Jacques Brel (from Musiques & Cie by Olivier Todd and Brel Jacque)

songstories #17 – Ricky

Ricky is a song I introduce at gigs as ‘a collaboration with two other writers, neither of whom know they’ve collaborated with me on it’.

Jacques Brel
Jacques Brel showing the way for Nick Cave

The first was Jacques Brel (1929-1978 see Jacques Brel on Wikipedia). He called it Jacky (or Le Chanson de Jacky) and in it he imagines himself growing old as a crooning cabaret singer, singing for ‘authentic queers and phony virgins’, interested only in the greatest hits from his youth, when he was called Jacky.  In the second verse he becomes a drug dealer and in the third goes to heaven, where they still want to hear his hits.

Je sais quand même que chaque nuit
J’entendrai dans mon
Paradis Les anges, les Saints et Lucifer
Me chanter la chanson de naguère
Celle du temps où je m’appelais Jacky.

In the 60s Mort Shuman wrote an English version, not a direct translation, which was adopted by Scott Walker, who was entranced by Brel at the time, finding a depth and daring to his writing that no English or American writer provided.

If I could be for only an hour
If I could be for an hour every day
If I could be for just one stinkin’ hour
Cute, cute, cute in a stupid-ass way

Momus - the eyepatch is real, not costume
Momus – the eyepatch is real, not costume

In 1986 Momus released a brilliant EP of Brel songs of which the title song Nicky was a re-imagining of Jacky. (Momus was the alias of Nick Currie.)

Suppose one day in Bromley, Kent
I live my nightmare and am sent
To sing for blonde suburban women
Before the wives of double-glazers
I’d be Julio Inglesias
Doing the greats in Argentinian

The EP also contained masterful rewrites of Voir Un Ami Pleurer and  Ne Me Quitte Pas, much closer to the dark desperation of the original than the well known Rod McKuen translation If You Go Away. It was my introduction to Momus.

I started singing Momus’s version of Nicky but it seemed to personal to him, and some of the lines I just couldn’t sing. For example, I loved the lines

And I grow my beard and walk on water
And if I really came on strong
And started prancing and Cliff Richard-ing
I know it wouldn’t be too long
Before I heard the shadows whispering

But I couldn’t sing the preceding lines, as I didn’t think anyone in my audience would get the references quickly enough.

Then Jesus Christ is what they’d call me
Son-of-the-one-in-the-directory
Between Vic and Jean-Luc Goddard

So I started making up some lines of my own

Then Jesus Christ is what they’d call me
I’d be a Superstar again
They’d sing ‘ I don’t know how to love him’
And I’d grow my beard and walk on water

After a while it dawned on me that rather than looking forward to the end of my career as Brel had done, I was writing a wish-fulfilment song, so I named it Ricky, the rugged name I’d always wanted as a child, embarrassed by the name ‘Norman’.

It’s always been popular live, and it became a joke to rub in the wish-fulfilment bit by tagging bits of Kylie’s  I Should Be So Lucky and Bowie’s Ziggy Stardust to the end. This version was recorded by Gerry Callaghan at Edinburgh College.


• [ACTION ITEM] For this exercise, an exact copy is needed of only the lines from the one containing "Locate an element" through the end of the data, with pictures left out.

• [DATA TO PROCESS]
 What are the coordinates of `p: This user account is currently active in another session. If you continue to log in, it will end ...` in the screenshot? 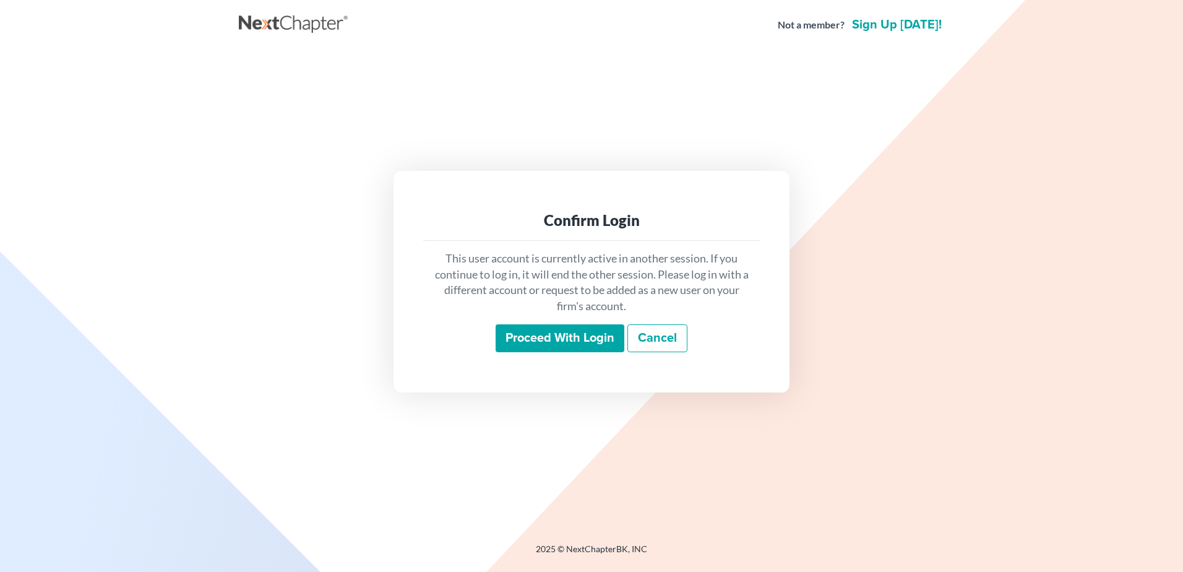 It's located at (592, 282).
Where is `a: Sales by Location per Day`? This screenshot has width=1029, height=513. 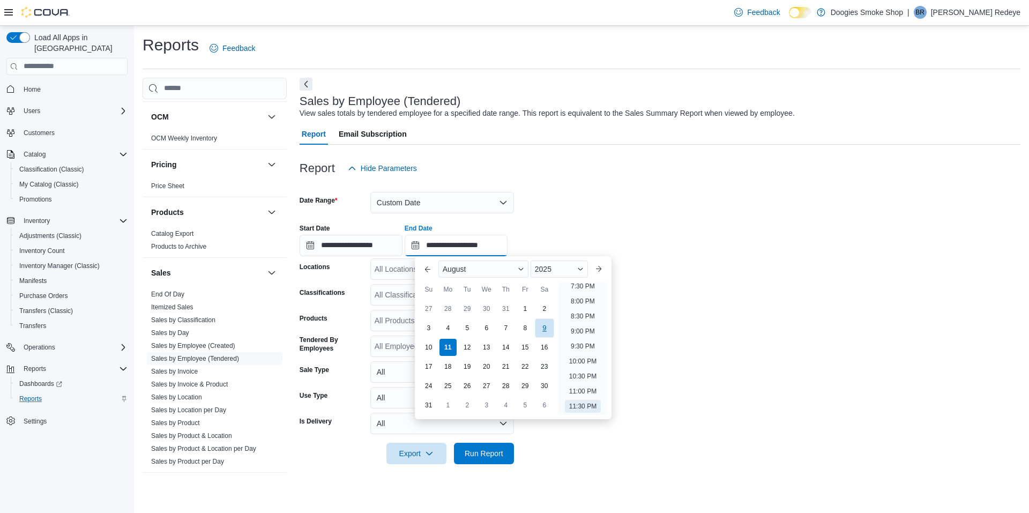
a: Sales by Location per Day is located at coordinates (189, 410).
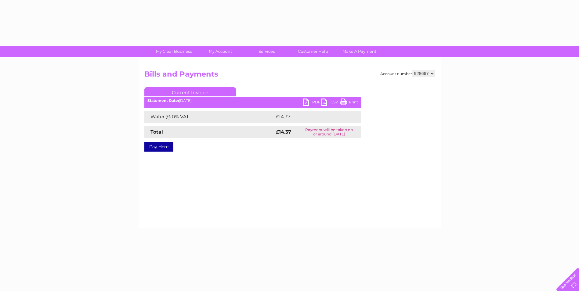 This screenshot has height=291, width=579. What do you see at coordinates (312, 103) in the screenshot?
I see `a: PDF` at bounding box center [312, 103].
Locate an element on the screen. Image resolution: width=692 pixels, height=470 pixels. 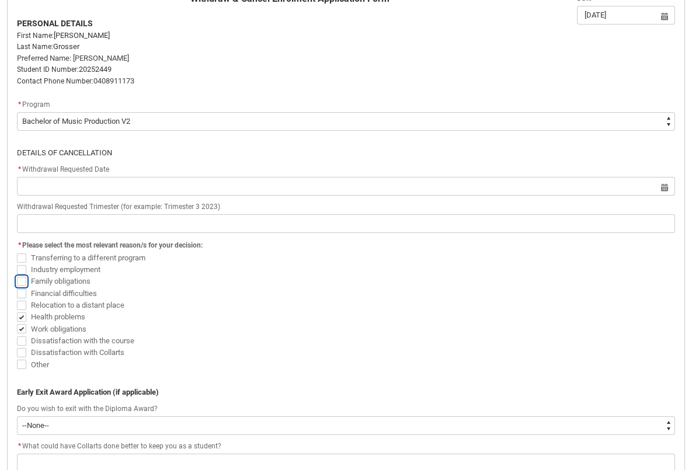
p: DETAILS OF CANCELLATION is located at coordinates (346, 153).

• [YOUR SOLUTION]
Locate an element on the screen. Image resolution: width=692 pixels, height=470 pixels. 
p: DETAILS OF CANCELLATION is located at coordinates (346, 153).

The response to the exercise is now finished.